BREACH

Grade: B

John Le Carre might have based his tales of chicanery within the British intelligence service on actual cases, but he fictionalized them in the process. Billy Ray has less need to do that in this expertly crafted, if slightly pedestrian, docudrama based on the revelation in 2001 that Robert Hanssen, a veteran FBI agent, had been providing top secret information to the Soviet Union for some two decades. The story has already been employed as the basis of a 2002 telefilm—“Master Spy: The Robert Hanssen Story,” that starred William Hurt as Hanssen (and was written by Norman Mailer). That effort was interesting, but it’s outclassed by Ray’s version. Together with screenwriters Adam Mazer and William Rotko, he’s fashioned an account of how the worst act of treachery in recent U.S. history was eventually uncovered that holds one’s interest although it’s more quietly intriguing than compellingly dramatic—a solid procedural rather than a thriller. More importantly, though, it’s a chilling character study of the man who committed the crime, thanks to its remarkable lead performance.

That comes from Chris Cooper, in what’s easily the juiciest part he’s had since John Sayles’ “Lone Star,” who plays Hanssen as a steely-eyed egotist with an air of supreme self-confidence, an attitude of contempt for everyone around him, and a penchant for religious zealotry. (As in “The Da Vinci Code,” the Catholic Opus Dei group is singled out, but less blatantly than one might expect: in this case it’s more passive bystander than active agitator.) But the actor also manages to bring to the character an undercurrent of self-loathing that makes the man pitiful as well as odious. The rest of “Breach” is competent; Cooper is extraordinary.

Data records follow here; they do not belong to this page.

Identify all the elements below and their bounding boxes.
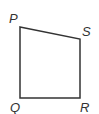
quadrilateral-pqrs [20,27,80,98]
vertex-label-r: R [80,100,89,114]
quadrilateral-diagram: P S Q R [0,0,99,114]
vertex-label-q: Q [10,100,20,114]
vertex-label-s: S [82,24,91,39]
vertex-label-p: P [9,11,18,26]
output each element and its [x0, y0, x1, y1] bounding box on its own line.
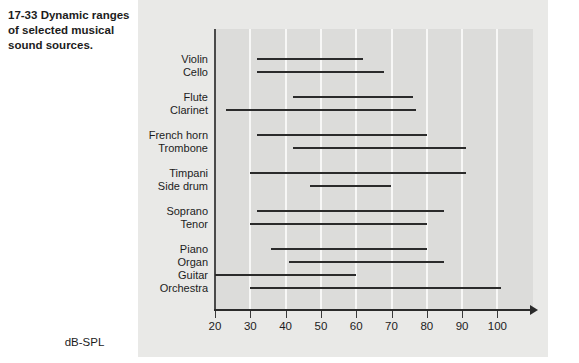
x-tick: [392, 311, 393, 318]
category-label: Cello: [98, 66, 208, 78]
category-label: Violin: [98, 53, 208, 65]
category-label: Soprano: [98, 205, 208, 217]
x-axis-arrow-icon: [530, 305, 538, 315]
gridline: [461, 29, 463, 310]
range-bar: [226, 109, 417, 111]
x-tick-label: 20: [195, 320, 235, 332]
x-tick: [427, 311, 428, 318]
x-tick: [215, 311, 216, 318]
gridline: [391, 29, 393, 310]
category-label: Trombone: [98, 142, 208, 154]
range-bar: [257, 71, 384, 73]
range-bar: [257, 210, 444, 212]
range-bar: [257, 58, 363, 60]
gridline: [426, 29, 428, 310]
range-bar: [293, 147, 466, 149]
x-tick-label: 90: [442, 320, 482, 332]
category-label: Tenor: [98, 218, 208, 230]
x-tick-label: 60: [336, 320, 376, 332]
range-bar: [289, 261, 444, 263]
category-label: Orchestra: [98, 282, 208, 294]
x-tick-label: 70: [372, 320, 412, 332]
x-tick: [497, 311, 498, 318]
range-bar: [250, 223, 427, 225]
gridline: [249, 29, 251, 310]
x-tick-label: 40: [266, 320, 306, 332]
x-tick-label: 100: [477, 320, 517, 332]
x-axis-title: dB-SPL: [65, 336, 105, 348]
category-label: Side drum: [98, 180, 208, 192]
category-label: Flute: [98, 91, 208, 103]
range-bar: [215, 274, 356, 276]
x-axis-line: [214, 309, 533, 311]
range-bar: [250, 172, 465, 174]
x-tick-label: 50: [301, 320, 341, 332]
x-tick-label: 30: [230, 320, 270, 332]
range-bar: [293, 96, 413, 98]
x-tick: [321, 311, 322, 318]
range-bar: [257, 134, 426, 136]
x-tick: [286, 311, 287, 318]
y-axis-line: [214, 29, 216, 310]
range-bar: [310, 185, 391, 187]
figure: 17-33 Dynamic ranges of selected musical…: [0, 0, 579, 363]
category-label: Organ: [98, 256, 208, 268]
category-label: French horn: [98, 129, 208, 141]
range-bar: [250, 287, 501, 289]
x-tick: [462, 311, 463, 318]
category-label: Timpani: [98, 167, 208, 179]
x-tick: [250, 311, 251, 318]
x-tick-label: 80: [407, 320, 447, 332]
range-bar: [271, 248, 426, 250]
gridline: [496, 29, 498, 310]
x-tick: [356, 311, 357, 318]
figure-number: 17-33: [8, 9, 37, 21]
category-label: Clarinet: [98, 104, 208, 116]
category-label: Piano: [98, 243, 208, 255]
category-label: Guitar: [98, 269, 208, 281]
x-axis-title-wrap: dB-SPL: [0, 336, 579, 348]
figure-caption: 17-33 Dynamic ranges of selected musical…: [8, 8, 130, 53]
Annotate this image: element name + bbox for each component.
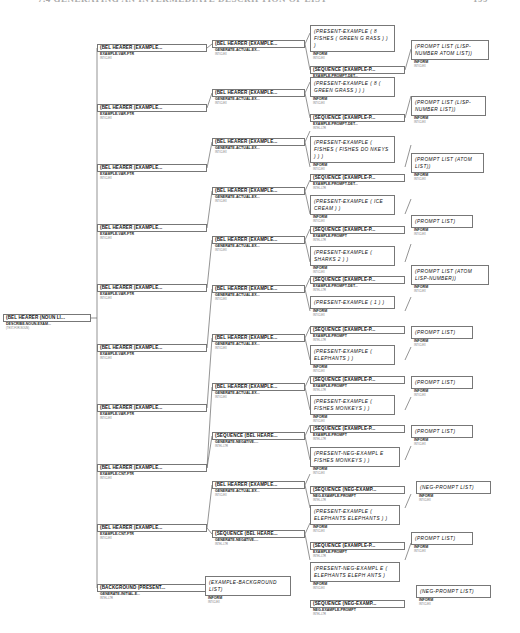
node-label: (BEL HEARER (EXAMPLE... (97, 284, 207, 292)
col3-sequence-node[interactable]: (SEQUENCE (EXAMPLE-P...EXAMPLE-PROMPT-DE… (310, 276, 405, 293)
col3-sequence-node[interactable]: (SEQUENCE (EXAMPLE-P...EXAMPLE-PROMPT-DE… (310, 114, 405, 131)
node-label: (NEG-PROMPT LIST) (416, 481, 491, 494)
col3-sequence-neg-node[interactable]: (SEQUENCE (NEG-EXAMP...NEG-EXAMPLE-PROMP… (310, 600, 405, 617)
node-note: INTEL-LTR (97, 597, 207, 601)
col3-sequence-neg-node[interactable]: (SEQUENCE (NEG-EXAMP...NEG-EXAMPLE-PROMP… (310, 486, 405, 503)
node-label: (PRESENT-EXAMPLE ( ELEPHANTS ) ) (310, 345, 395, 365)
col3-sequence-node[interactable]: (SEQUENCE (EXAMPLE-P...EXAMPLE-PROMPT-DE… (310, 174, 405, 191)
node-label: (SEQUENCE (EXAMPLE-P... (310, 276, 405, 284)
col4-neg-prompt-node[interactable]: (NEG-PROMPT LIST)INFORMINTICLEX (416, 585, 491, 607)
node-note: INTEL-LTR (212, 445, 305, 449)
col3-sequence-node[interactable]: (SEQUENCE (EXAMPLE-P...EXAMPLE-PROMPTINT… (310, 326, 405, 343)
node-label: (PROMPT LIST) (411, 425, 473, 438)
node-label: (PROMPT LIST (LISP-NUMBER ATOM LIST)) (411, 40, 489, 60)
col1-node[interactable]: (BEL HEARER (EXAMPLE...EXAMPLE-VAR-FTRIN… (97, 284, 207, 301)
col2-node[interactable]: (BEL HEARER (EXAMPLE...GENERATE-ACTUAL-E… (212, 383, 305, 400)
node-label: (PROMPT LIST (ATOM LISP-NUMBER)) (411, 265, 489, 285)
node-label: (PRESENT-NEG-EXAMPL E ( ELEPHANTS ELEPH … (310, 562, 400, 582)
node-label: (BEL HEARER (EXAMPLE... (97, 44, 207, 52)
node-note: INTICLEX (205, 601, 291, 605)
node-note: INTICLEX (416, 499, 491, 503)
node-label: (PRESENT-EXAMPLE ( FISHES ( FISHES DO NK… (310, 136, 395, 163)
node-note: INTICLEX (97, 177, 207, 181)
node-label: (PRESENT-EXAMPLE ( SHARKS 2 ) ) (310, 246, 395, 266)
col1-node[interactable]: (BEL HEARER (EXAMPLE...EXAMPLE-CNT-FTRIN… (97, 524, 207, 541)
col2-node[interactable]: (BEL HEARER (EXAMPLE...GENERATE-ACTUAL-E… (212, 285, 305, 302)
node-note: INTICLEX (310, 271, 395, 275)
col1-node[interactable]: (BEL HEARER (EXAMPLE...EXAMPLE-CNT-FTRIN… (97, 464, 207, 481)
col1-node[interactable]: (BEL HEARER (EXAMPLE...EXAMPLE-VAR-FTRIN… (97, 224, 207, 241)
node-label: (BEL HEARER (NOUN LI... (3, 314, 91, 322)
node-note: INTICLEX (310, 168, 395, 172)
col4-prompt-node[interactable]: (PROMPT LIST)INFORMINTICLEX (411, 532, 473, 554)
col1-node[interactable]: (BEL HEARER (EXAMPLE...EXAMPLE-VAR-FTRIN… (97, 404, 207, 421)
root-node[interactable]: (BEL HEARER (NOUN LI... DESCRIBE-NOUN-EX… (3, 314, 91, 331)
col2-node[interactable]: (BEL HEARER (EXAMPLE...GENERATE-ACTUAL-E… (212, 89, 305, 106)
col4-prompt-node[interactable]: (PROMPT LIST (LISP-NUMBER ATOM LIST))INF… (411, 40, 489, 69)
node-note: INTICLEX (97, 297, 207, 301)
col3-present-neg-node[interactable]: (PRESENT-NEG-EXAMPL E ( ELEPHANTS ELEPH … (310, 562, 400, 591)
node-note: INTEL-LTR (310, 438, 405, 442)
node-label: (SEQUENCE (EXAMPLE-P... (310, 376, 405, 384)
node-label: (SEQUENCE (EXAMPLE-P... (310, 174, 405, 182)
node-note: INTICLEX (310, 220, 395, 224)
node-note: INTICLEX (212, 298, 305, 302)
col3-present-node[interactable]: (PRESENT-EXAMPLE ( 1 ) )INFORMINTICLEX (310, 296, 395, 318)
col4-prompt-node[interactable]: (PROMPT LIST)INFORMINTICLEX (411, 376, 473, 398)
col2-node[interactable]: (BEL HEARER (EXAMPLE...GENERATE-ACTUAL-E… (212, 40, 305, 57)
col2-node[interactable]: (BEL HEARER (EXAMPLE...GENERATE-ACTUAL-E… (212, 138, 305, 155)
node-note: INTEL-LTR (310, 187, 405, 191)
node-note: INTEL-LTR (310, 613, 405, 617)
node-label: (PROMPT LIST) (411, 532, 473, 545)
col4-neg-prompt-node[interactable]: (NEG-PROMPT LIST)INFORMINTICLEX (416, 481, 491, 503)
col2-node[interactable]: (SEQUENCE (BEL HEARE...GENERATE-NEGATIVE… (212, 530, 305, 547)
col2-node[interactable]: (BEL HEARER (EXAMPLE...GENERATE-ACTUAL-E… (212, 334, 305, 351)
col3-present-node[interactable]: (PRESENT-EXAMPLE ( 8 FISHES ( GREEN G RA… (310, 25, 395, 61)
node-label: (BEL HEARER (EXAMPLE... (212, 89, 305, 97)
node-label: (BEL HEARER (EXAMPLE... (97, 224, 207, 232)
col3-present-node[interactable]: (PRESENT-EXAMPLE ( SHARKS 2 ) )INFORMINT… (310, 246, 395, 275)
node-label: (BEL HEARER (EXAMPLE... (97, 164, 207, 172)
col3-present-neg-node[interactable]: (PRESENT-NEG-EXAMPL E FISHES MONKEYS ) )… (310, 447, 400, 476)
col4-prompt-node[interactable]: (PROMPT LIST (ATOM LISP-NUMBER))INFORMIN… (411, 265, 489, 294)
col3-sequence-node[interactable]: (SEQUENCE (EXAMPLE-P...EXAMPLE-PROMPTINT… (310, 226, 405, 243)
col3-sequence-node[interactable]: (SEQUENCE (EXAMPLE-P...EXAMPLE-PROMPTINT… (310, 425, 405, 442)
col1-node[interactable]: (BACKGROUND (PRESENT...GENERATE-INITIAL-… (97, 584, 207, 601)
node-label: (BEL HEARER (EXAMPLE... (97, 344, 207, 352)
col4-prompt-node[interactable]: (PROMPT LIST)INFORMINTICLEX (411, 215, 473, 237)
col3-present-node[interactable]: (PRESENT-EXAMPLE ( ELEPHANTS ) )INFORMIN… (310, 345, 395, 374)
node-label: (BACKGROUND (PRESENT... (97, 584, 207, 592)
node-label: (SEQUENCE (EXAMPLE-P... (310, 226, 405, 234)
col2-node[interactable]: (BEL HEARER (EXAMPLE...GENERATE-ACTUAL-E… (212, 481, 305, 498)
col2-node[interactable]: (BEL HEARER (EXAMPLE...GENERATE-ACTUAL-E… (212, 187, 305, 204)
col4-prompt-node[interactable]: (PROMPT LIST)INFORMINTICLEX (411, 425, 473, 447)
node-note: INTICLEX (97, 417, 207, 421)
col4-prompt-node[interactable]: (PROMPT LIST (LISP-NUMBER LIST))INFORMIN… (411, 96, 486, 125)
col3-present-node[interactable]: (PRESENT-EXAMPLE ( FISHES MONKEYS ) )INF… (310, 395, 395, 424)
col2-node[interactable]: (SEQUENCE (BEL HEARE...GENERATE-NEGATIVE… (212, 432, 305, 449)
node-label: (BEL HEARER (EXAMPLE... (212, 334, 305, 342)
col4-prompt-node[interactable]: (PROMPT LIST)INFORMINTICLEX (411, 326, 473, 348)
col1-node[interactable]: (BEL HEARER (EXAMPLE...EXAMPLE-VAR-FTRIN… (97, 164, 207, 181)
col3-present-node[interactable]: (PRESENT-EXAMPLE ( ICE CREAM ) )INFORMIN… (310, 195, 395, 224)
col3-present-node[interactable]: (PRESENT-EXAMPLE ( 8 ( GREEN GRASS ) ) )… (310, 77, 395, 106)
col3-present-node[interactable]: (PRESENT-EXAMPLE ( FISHES ( FISHES DO NK… (310, 136, 395, 172)
node-note: INTICLEX (212, 102, 305, 106)
col1-node[interactable]: (BEL HEARER (EXAMPLE...EXAMPLE-VAR-FTRIN… (97, 104, 207, 121)
col1-node[interactable]: (BEL HEARER (EXAMPLE...EXAMPLE-VAR-FTRIN… (97, 344, 207, 361)
node-label: (BEL HEARER (EXAMPLE... (212, 481, 305, 489)
node-note: INTICLEX (97, 57, 207, 61)
col1-node[interactable]: (BEL HEARER (EXAMPLE...EXAMPLE-VAR-FTRIN… (97, 44, 207, 61)
col2-node[interactable]: (BEL HEARER (EXAMPLE...GENERATE-ACTUAL-E… (212, 236, 305, 253)
node-label: (NEG-PROMPT LIST) (416, 585, 491, 598)
node-label: (PROMPT LIST) (411, 326, 473, 339)
col4-prompt-node[interactable]: (PROMPT LIST (ATOM LIST))INFORMINTICLEX (411, 153, 484, 182)
node-note: INTICLEX (310, 314, 395, 318)
node-note: INTICLEX (310, 102, 395, 106)
col3-sequence-node[interactable]: (SEQUENCE (EXAMPLE-P...EXAMPLE-PROMPTINT… (310, 376, 405, 393)
node-note: INTEL-LTR (310, 389, 405, 393)
col2-node[interactable]: (EXAMPLE-BACKGROUND LIST)INFORMINTICLEX (205, 576, 291, 605)
node-note: INTICLEX (411, 290, 489, 294)
col3-sequence-node[interactable]: (SEQUENCE (EXAMPLE-P...EXAMPLE-PROMPTINT… (310, 542, 405, 559)
col3-present-node[interactable]: (PRESENT-EXAMPLE ( ELEPHANTS ELEPHANTS )… (310, 505, 400, 534)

When the film opens, Hanssen has already fallen under suspicion, and investigator Kate Burroughs (Laura Linney) assigns young Eric O’Neill (Ryan Phillippe) as his new aide, instructing him to keep tabs on the older man with a cover story that Hanssen has come under scrutiny for alleged sexual misconduct. (Hanssen did, in fact, film intimate moments with his wife and circulate them to others on videotape—a fact that the picture discloses, fairly discreetly, in its last reels.) The narrative is told from O’Neill’s perspective, as he tries to get the goods on Hanssen, whom he comes to respect in some measure, while keeping the task secret from his wife Juliana (Caroline Dhavernas), who becomes concerned about her husband’s increased involvement with a man she finds unlikable.

This review won’t go into the question of divergences from the historical record and exaggerations in Ray’s film—this is a dramatization, after all, not a recreation. But on those terms it’s hobbled by the central decision to focus on O’Neill. Phillippe is certainly good enough, bringing a nice mixture of intensity and callowness to the role, but the character is too bland a reed on which to hang the story. His FBI colleagues played by Linney, Dennis Haysbert and Gary Cole aren’t all that interesting either, though Linney is able to add a few grace notes to a mostly one-note turn and Cole’s customarily serpentine quality is welcome. But it’s the domestic side of the O’Neill thread that’s most problematic. Dhavernas is okay, but her scenes with Phillippe have a canned soapoperatic quality to them. On the other hand, Bruce Davison, in a cameo as O’Neill’s father, adds a touch of welcome nobility to the proceedings.

All of which means that one waits constantly for Cooper to return and take center stage again. The script never attempts to explain Hanssen’s motives—in fact, the decision to keep them ambiguous, even at the close, is one of the film’s strengths, since any single answer would be simplistic—but the actor is able to suggest their complexity, drawing a portrait of a man whose unhappy childhood, sense of unrecognized superiority, psychological problems and religious struggles (to mention only some of the possible factors) together fashioned a figure of unreadable strangeness.

One has to credit Ray for giving Cooper the room to maneuver, but in other respects his work is more functional than inspired; in fact, he was able to impart a greater sense of suspense and urgency to his previous picture, “Shattered Glass” (also about the discovery of betrayal—in that case in the world of journalism) than he brings even to scenes here in which Hanssen almost catches O’Neill or the other members of the FBI team searching his desk and briefcase or sweeping his car. And the sequences he stages between Cooper and Kathleen Quinlan, as Hanssen’s wife Bonnie, never find quite the right tone; the reach for a sort of fundamentalist spookiness seems strained. But he and his crew, led by ace cinematographer Tak Fujimoto, do bring considerable visual elegance to the film, and Mychael Danna’s score adds a note of menace without becoming too obtrusive about it.

One can easily imagine a more extroverted, exciting take on an unmasking-a-traitor plot than “Breach.” But in its subdued, methodical fashion, Ray’s film works reasonably well, and it’s sparked by the inherent fascination of Hanssen’s story and Cooper’s bravura turn. It’s an American version of “Tinker, Tailor, Soldier Spy” that may not match the British mini-series (O’Neill is no George Smiley, after all, and Phillippe no Alec Guinness), but is still a pretty creepy take on an authentic American horror story.